In job-hunting these days, prospective employers seem to take for granted an applicant’s cutting-edge hard skills, such as education, technical prowess and work experience. Instead, most recruiters focus on a candidate’s soft skills that fit the available position and the company culture.
“In my opinion, soft skills are as important as – if not more important than – traditional hard skills. I would even add that soft skills are increasingly becoming the hard skills of today’s work force,” says Georges Zecchin, chief executive of Crédit Agricole (Suisse) Asia. “Technical skills alone will not guarantee success at the workplace. Attitude and interaction with others are equally important, as well as the way people get things done and how they react to events.”
Zecchin emphasises the need for developing the softer, interpersonal and relationship-building skills that help people to communicate and collaborate effectively.
His company, which operates under Crédit Agricole Private Banking in Asia, is part of one of the world’s largest banks, the Crédit Agricole Group, with 160,000 staff in over 70 countries. It is one of the oldest banks in Hong Kong, having arrived here in 1894. Zecchin’s group currently has about 100 employees, and is boosting its presence by hiring private bankers and product specialists.
“Resilience, confidence, communication skills and a willingness to learn are some of the key soft skills we are looking for,” Zecchin says, adding that the most important attribute for a job applicant is the ability to listen to clients and find out their needs.
Given its international clientele, the bank is looking for people with a multicultural background, who not only speak several languages but can also understand and work with different mentalities and traditions. Apart from English and Cantonese, it is also looking for Taiwanese, Indian, Malaysian and Korean nationals, among others.
Zecchin says they allow private bankers sufficient freedom within a given framework to grow their own businesses, and to support them with a full range of products and services.
“A well-diversified, quality product offering is of paramount importance to relationship managers who strive to protect, manage and grow their clients’ wealth, thereby deriving personal job satisfaction,” Zecchin says.

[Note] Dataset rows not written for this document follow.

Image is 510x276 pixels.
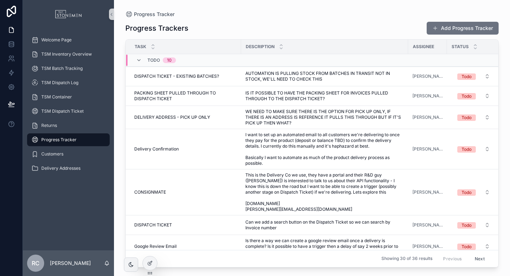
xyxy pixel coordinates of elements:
a: TSM Batch Tracking [27,62,110,75]
a: CONSIGNMATE [134,189,237,195]
a: TSM Container [27,91,110,103]
button: Select Button [452,240,496,253]
a: DISPATCH TICKET - EXISTING BATCHES? [134,73,237,79]
span: TSM Inventory Overview [41,51,92,57]
a: [PERSON_NAME] [413,146,443,152]
button: Select Button [452,143,496,155]
a: [PERSON_NAME] [413,114,443,120]
button: Select Button [452,186,496,199]
span: DELIVERY ADDRESS - PICK UP ONLY [134,114,210,120]
a: I want to set up an automated email to all customers we're delivering to once they pay for the pr... [246,132,404,166]
div: 10 [167,57,172,63]
span: Progress Tracker [134,11,175,18]
a: Google Review Email [134,243,237,249]
a: [PERSON_NAME] [413,243,443,249]
span: Customers [41,151,63,157]
a: Is there a way we can create a google review email once a delivery is complete? Is it possible to... [246,238,404,255]
button: Add Progress Tracker [427,22,499,35]
a: Select Button [452,142,496,156]
div: Todo [462,243,472,250]
a: Welcome Page [27,34,110,46]
span: TSM Container [41,94,72,100]
a: DELIVERY ADDRESS - PICK UP ONLY [134,114,237,120]
a: Progress Tracker [27,133,110,146]
a: DISPATCH TICKET [134,222,237,228]
img: App logo [51,9,86,20]
a: [PERSON_NAME] [413,73,443,79]
a: WE NEED TO MAKE SURE THERE IS THE OPTION FOR PICK UP ONLY, IF THERE IS AN ADDRESS IS REFERENCE IT... [246,109,404,126]
span: Assignee [413,44,434,50]
a: TSM Dispatch Log [27,76,110,89]
span: Todo [148,57,160,63]
a: This is the Delivery Co we use, they have a portal and their R&D guy ([PERSON_NAME]) is intereste... [246,172,404,212]
a: [PERSON_NAME] [413,222,443,228]
a: IS IT POSSIBLE TO HAVE THE PACKING SHEET FOR INVOICES PULLED THROUGH TO THE DISPATCH TICKET? [246,90,404,102]
span: TSM Dispatch Ticket [41,108,84,114]
span: Google Review Email [134,243,177,249]
button: Select Button [452,70,496,83]
span: DISPATCH TICKET - EXISTING BATCHES? [134,73,219,79]
div: scrollable content [23,29,114,184]
a: Select Button [452,110,496,124]
span: CONSIGNMATE [134,189,166,195]
button: Select Button [452,111,496,124]
span: Status [452,44,469,50]
div: Todo [462,146,472,153]
button: Select Button [452,218,496,231]
span: Returns [41,123,57,128]
a: [PERSON_NAME] [413,93,443,99]
span: TSM Dispatch Log [41,80,78,86]
span: DISPATCH TICKET [134,222,172,228]
span: RC [32,259,40,267]
div: Todo [462,93,472,99]
button: Select Button [452,89,496,102]
span: TSM Batch Tracking [41,66,83,71]
a: Customers [27,148,110,160]
div: Todo [462,189,472,196]
a: TSM Dispatch Ticket [27,105,110,118]
a: Select Button [452,185,496,199]
a: TSM Inventory Overview [27,48,110,61]
button: Next [470,253,490,264]
div: Todo [462,73,472,80]
span: Delivery Addresses [41,165,81,171]
a: Returns [27,119,110,132]
a: Select Button [452,89,496,103]
a: Select Button [452,218,496,232]
a: [PERSON_NAME] [413,189,443,195]
span: Progress Tracker [41,137,77,143]
a: Progress Tracker [125,11,175,18]
span: Description [246,44,275,50]
span: Welcome Page [41,37,72,43]
div: Todo [462,114,472,121]
h1: Progress Trackers [125,23,189,33]
p: [PERSON_NAME] [50,259,91,267]
a: Can we add a search button on the Dispatch Ticket so we can search by Invoice number [246,219,404,231]
span: PACKING SHEET PULLED THROUGH TO DISPATCH TICKET [134,90,237,102]
a: Delivery Addresses [27,162,110,175]
a: AUTOMATION IS PULLING STOCK FROM BATCHES IN TRANSIT NOT IN STOCK, WE'LL NEED TO CHECK THIS [246,71,404,82]
a: Delivery Confirmation [134,146,237,152]
div: Todo [462,222,472,228]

Benefits go way beyond a competitive compensation package, and include a pro-entrepreneurial working atmosphere where individuals are involved in strategic decision-making, and are provided with wide-ranging career opportunities across the group’s global network, Zecchin says, adding that the bank believes in “building long-lasting relationships guided by common sense and based on usefulness, proximity and advisory to clients.”
Solid private-banking relationships can only be built over time and to promote such links, the bank keeps a close watch on staff turnover. Unsurprisingly, its approach has attracted many senior relationship managers from established and important banks, and has helped retain top talent.
Zecchin concedes that motivating relationship managers is not a “one-size fits all” exercise. “Our challenge is to find the most suitable method of recognising value and rewarding the professional skills and commitment of our staff to enhance loyalty,” he says.
Crédit Agricole Private Banking plans ahead and develops a consistent strategy to ensure that staff have the necessary skill sets. “In other words… [not only] being at the right place at the right time, [but also] with the right skills. This may seem like an obvious point, but it is nonetheless acutely important in today’s competitive marketplace,” Zecchin adds.
The bank uses the induction training to convey its corporate values to new hires, and offers its staff regular high-calibre training to help boost their performance and career development. It also organises local and regional team-building events and management trips to Switzerland.
Being part of an international organisation means that staff are offered global job opportunities and career mobility, Zecchin says.